When Mrs Dougherty eventually told him Van was ready to see him, it took a supreme effort of will to focus on his report. He expanded on his cryptic phone call from Amsterdam describing what Theo had told him about Captain Schämmel and the Venlo affair. Then he explained why he had gone to Paris. About Theo and Bedaux. And about the Duke of Windsor.
Van’s concern was obvious. Concern tinged with anger, not at Conrad but at the former king. But not as much surprise as Conrad would have expected.
‘I need hardly tell you that what you have outlined to me now is highly sensitive,’ Van had said. ‘Please do not repeat it to anyone. Clearly an allegation that a member of the royal family is a traitor is extremely serious. I can assure you that we will investigate it thoroughly, but until then, it’s just a suspicion. Leave it with me. And thank you.’
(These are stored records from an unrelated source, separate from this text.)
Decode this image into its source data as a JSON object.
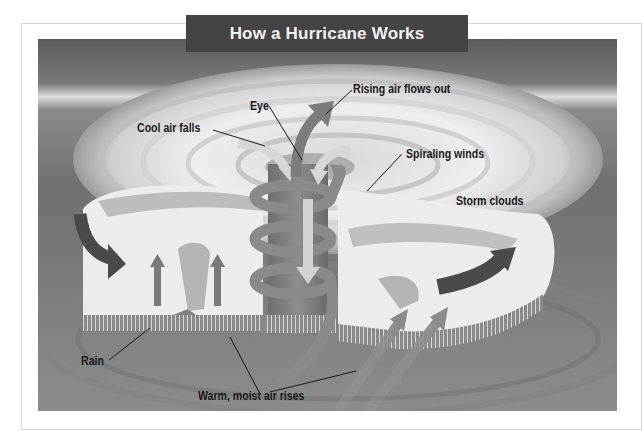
{
  "title": "How a Hurricane Works",
  "labels": {
    "eye": "Eye",
    "cool_air_falls": "Cool air falls",
    "rising_air": "Rising air flows out",
    "spiraling_winds": "Spiraling winds",
    "storm_clouds": "Storm clouds",
    "rain": "Rain",
    "warm_air": "Warm, moist air rises"
  },
  "colors": {
    "title_bg": "#444444",
    "title_text": "#f2f2f2",
    "label_text": "#1a1a1a",
    "sky_top": "#5a5a5a",
    "horizon": "#d9d9d9",
    "ocean": "#7a7a7a",
    "cloud": "#eeeeee",
    "arrow_mid": "#8a8a8a",
    "arrow_dark": "#4a4a4a",
    "arrow_light": "#cfcfcf"
  }
}
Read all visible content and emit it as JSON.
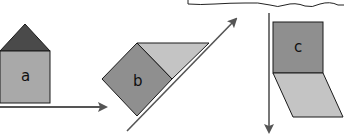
{
  "diagram": {
    "colors": {
      "dark_fill": "#8f8f8f",
      "light_fill": "#c4c4c4",
      "roof_fill": "#4a4a4a",
      "stroke": "#1a1a1a",
      "arrow": "#555555"
    },
    "shapes": [
      {
        "id": "a",
        "label": "a",
        "description": "house shape (square with triangular roof) on horizontal arrow"
      },
      {
        "id": "b",
        "label": "b",
        "description": "rotated square with triangle beside diagonal arrow"
      },
      {
        "id": "c",
        "label": "c",
        "description": "square with parallelogram below, beside vertical downward arrow"
      }
    ]
  }
}
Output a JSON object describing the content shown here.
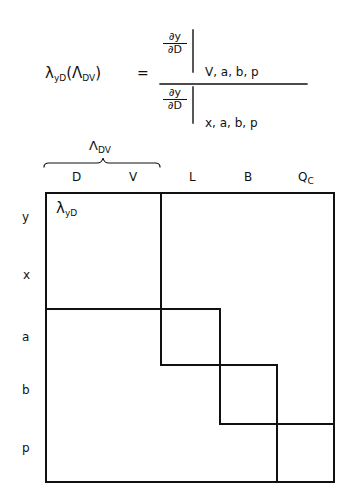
{
  "formula": {
    "lhs_symbol": "λ",
    "lhs_sub": "yD",
    "lhs_paren_open": "(",
    "lhs_arg_symbol": "Λ",
    "lhs_arg_sub": "DV",
    "lhs_paren_close": ")",
    "equals": "=",
    "numerator": {
      "top": "∂y",
      "bottom": "∂D",
      "held_constant": "V,  a,  b,  p"
    },
    "denominator": {
      "top": "∂y",
      "bottom": "∂D",
      "held_constant": "x,  a,  b,  p"
    }
  },
  "brace": {
    "symbol": "Λ",
    "sub": "DV"
  },
  "columns": [
    {
      "label": "D",
      "sub": ""
    },
    {
      "label": "V",
      "sub": ""
    },
    {
      "label": "L",
      "sub": ""
    },
    {
      "label": "B",
      "sub": ""
    },
    {
      "label": "Q",
      "sub": "C"
    }
  ],
  "rows": [
    "y",
    "x",
    "a",
    "b",
    "p"
  ],
  "cell_annotation": {
    "symbol": "λ",
    "sub": "yD"
  },
  "colors": {
    "ink": "#111111",
    "background": "#ffffff"
  }
}
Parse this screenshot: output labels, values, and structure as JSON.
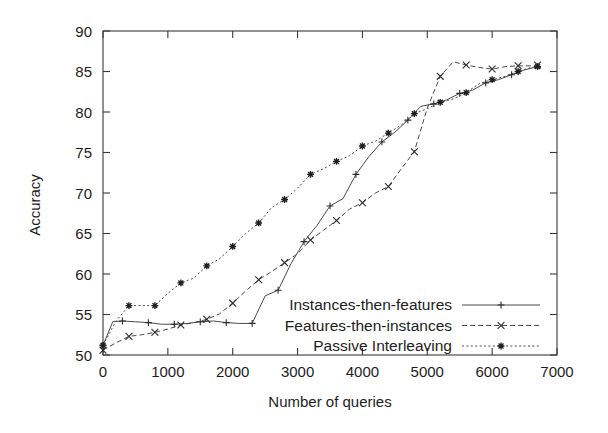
{
  "chart_data": {
    "type": "line",
    "title": "",
    "xlabel": "Number of queries",
    "ylabel": "Accuracy",
    "xlim": [
      0,
      7000
    ],
    "ylim": [
      50,
      90
    ],
    "xticks": [
      0,
      1000,
      2000,
      3000,
      4000,
      5000,
      6000,
      7000
    ],
    "yticks": [
      50,
      55,
      60,
      65,
      70,
      75,
      80,
      85,
      90
    ],
    "grid": false,
    "legend_position": "bottom-right",
    "series": [
      {
        "name": "Instances-then-features",
        "marker": "plus",
        "linestyle": "solid",
        "color": "#4b4b4b",
        "points": [
          [
            0,
            51.2
          ],
          [
            150,
            54.1
          ],
          [
            300,
            54.2
          ],
          [
            500,
            54.1
          ],
          [
            700,
            54.0
          ],
          [
            900,
            53.8
          ],
          [
            1100,
            53.8
          ],
          [
            1300,
            53.9
          ],
          [
            1500,
            54.1
          ],
          [
            1700,
            54.2
          ],
          [
            1900,
            54.0
          ],
          [
            2100,
            53.9
          ],
          [
            2300,
            53.9
          ],
          [
            2500,
            57.3
          ],
          [
            2700,
            58.0
          ],
          [
            2900,
            61.3
          ],
          [
            3100,
            64.0
          ],
          [
            3300,
            66.0
          ],
          [
            3500,
            68.4
          ],
          [
            3700,
            69.3
          ],
          [
            3900,
            72.3
          ],
          [
            4100,
            74.5
          ],
          [
            4300,
            76.3
          ],
          [
            4500,
            77.5
          ],
          [
            4700,
            79.0
          ],
          [
            4900,
            80.7
          ],
          [
            5100,
            81.0
          ],
          [
            5300,
            81.5
          ],
          [
            5500,
            82.3
          ],
          [
            5700,
            82.7
          ],
          [
            5900,
            83.6
          ],
          [
            6100,
            84.0
          ],
          [
            6300,
            84.6
          ],
          [
            6500,
            85.2
          ],
          [
            6700,
            85.6
          ]
        ]
      },
      {
        "name": "Features-then-instances",
        "marker": "x",
        "linestyle": "dashed",
        "color": "#5a5a5a",
        "points": [
          [
            0,
            50.6
          ],
          [
            200,
            51.5
          ],
          [
            400,
            52.3
          ],
          [
            600,
            52.5
          ],
          [
            800,
            52.8
          ],
          [
            1000,
            53.2
          ],
          [
            1200,
            53.7
          ],
          [
            1400,
            54.0
          ],
          [
            1600,
            54.4
          ],
          [
            1800,
            55.1
          ],
          [
            2000,
            56.4
          ],
          [
            2200,
            57.9
          ],
          [
            2400,
            59.3
          ],
          [
            2600,
            60.3
          ],
          [
            2800,
            61.4
          ],
          [
            3000,
            62.5
          ],
          [
            3200,
            64.2
          ],
          [
            3400,
            65.4
          ],
          [
            3600,
            66.6
          ],
          [
            3800,
            68.0
          ],
          [
            4000,
            68.8
          ],
          [
            4200,
            70.0
          ],
          [
            4400,
            70.8
          ],
          [
            4600,
            73.0
          ],
          [
            4800,
            75.1
          ],
          [
            5000,
            80.5
          ],
          [
            5200,
            84.4
          ],
          [
            5400,
            86.2
          ],
          [
            5600,
            85.8
          ],
          [
            5800,
            85.5
          ],
          [
            6000,
            85.3
          ],
          [
            6200,
            85.6
          ],
          [
            6400,
            85.7
          ],
          [
            6600,
            85.7
          ],
          [
            6700,
            85.8
          ]
        ]
      },
      {
        "name": "Passive Interleaving",
        "marker": "star",
        "linestyle": "dotted",
        "color": "#3f3f3f",
        "points": [
          [
            0,
            51.2
          ],
          [
            200,
            54.2
          ],
          [
            400,
            56.1
          ],
          [
            600,
            56.1
          ],
          [
            800,
            56.1
          ],
          [
            1000,
            57.6
          ],
          [
            1200,
            58.9
          ],
          [
            1400,
            59.5
          ],
          [
            1600,
            61.0
          ],
          [
            1800,
            61.9
          ],
          [
            2000,
            63.4
          ],
          [
            2200,
            65.0
          ],
          [
            2400,
            66.3
          ],
          [
            2600,
            68.2
          ],
          [
            2800,
            69.2
          ],
          [
            3000,
            70.6
          ],
          [
            3200,
            72.3
          ],
          [
            3400,
            73.0
          ],
          [
            3600,
            73.9
          ],
          [
            3800,
            74.6
          ],
          [
            4000,
            75.8
          ],
          [
            4200,
            76.4
          ],
          [
            4400,
            77.4
          ],
          [
            4600,
            78.4
          ],
          [
            4800,
            79.8
          ],
          [
            5000,
            80.4
          ],
          [
            5200,
            81.2
          ],
          [
            5400,
            81.6
          ],
          [
            5600,
            82.4
          ],
          [
            5800,
            83.5
          ],
          [
            6000,
            84.0
          ],
          [
            6200,
            84.4
          ],
          [
            6400,
            85.0
          ],
          [
            6600,
            85.5
          ],
          [
            6700,
            85.6
          ]
        ]
      }
    ]
  },
  "legend": {
    "items": [
      {
        "label": "Instances-then-features"
      },
      {
        "label": "Features-then-instances"
      },
      {
        "label": "Passive Interleaving"
      }
    ]
  }
}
Conrad stood up to leave. ‘By the way, de Lancey,’ Van said, his voice uncharacteristically soft. ‘I heard about your sister’s murder yesterday morning. I am sorry. I met her on a couple of occasions: a lovely girl. Please accept my condolences for you and for your family, especially Lady Oakford.’ His voice hardened. ‘But tell your father to restrain himself with these independent peace initiatives. They cause all kinds of diplomatic mayhem. And after what happened at Venlo, and what befell your poor sister, it appears they are extremely dangerous.’
‘I quite agree, Sir Robert,’ said Conrad. ‘But my father ceased to listen to me on those matters long ago.’
‘We think we know who killed her,’ Van said.
Conrad looked at him sharply. ‘Who?’
‘I received a report from our intelligence services an hour ago, which sheds some light on it, although it also casts doubt on your information about the duke. Apparently her companion Mrs Scott-Dunton followed your sister into the sand dunes and found Millie’s body. As she was running for help, she saw someone whom she recognized leaving the dunes.’
‘And who was that?’ asked Conrad. But as he asked the question, he knew the answer.
‘Your friend in the Abwehr,’ said Van, his face grave. ‘Theo von Hertenberg.’
South Kensington, London, 19 November
The couple of days following his return from Paris had been extremely painful for Conrad. While the war was still very much ‘phoney’ for everyone he saw in the street, and for his unit back in Tidworth, it seemed to have already blown his family apart. Millie’s death struck Conrad and each of his parents hard in a series of repeating blows interspersed with brief periods of unreal calm. Lord Oakford was suffering from guilt, and so he should be. But then so too was Conrad.
The rational part of his brain knew than he had been correct to ignore his father’s requests to contact Theo, that standing up to Hitler was important. But if he had just done what his father had asked, Millie would still be alive. It wasn’t as if Lord Oakford had asked him to negotiate with the Nazi government. Theo represented people who were as opposed to the Nazis as Conrad himself.
Conrad didn’t know what to make of Van’s assertion that Theo was the most likely person to have killed Millie. He couldn’t accept it; he didn’t want to accept it. The whole point about Theo, what bound him and Conrad so tightly in such difficult circumstances, was that each believed that people were more important than nations or ideologies. Killing his friend’s sister would be the repudiation of what they both believed; in a world increasingly full of betrayals, it would be the ultimate betrayal.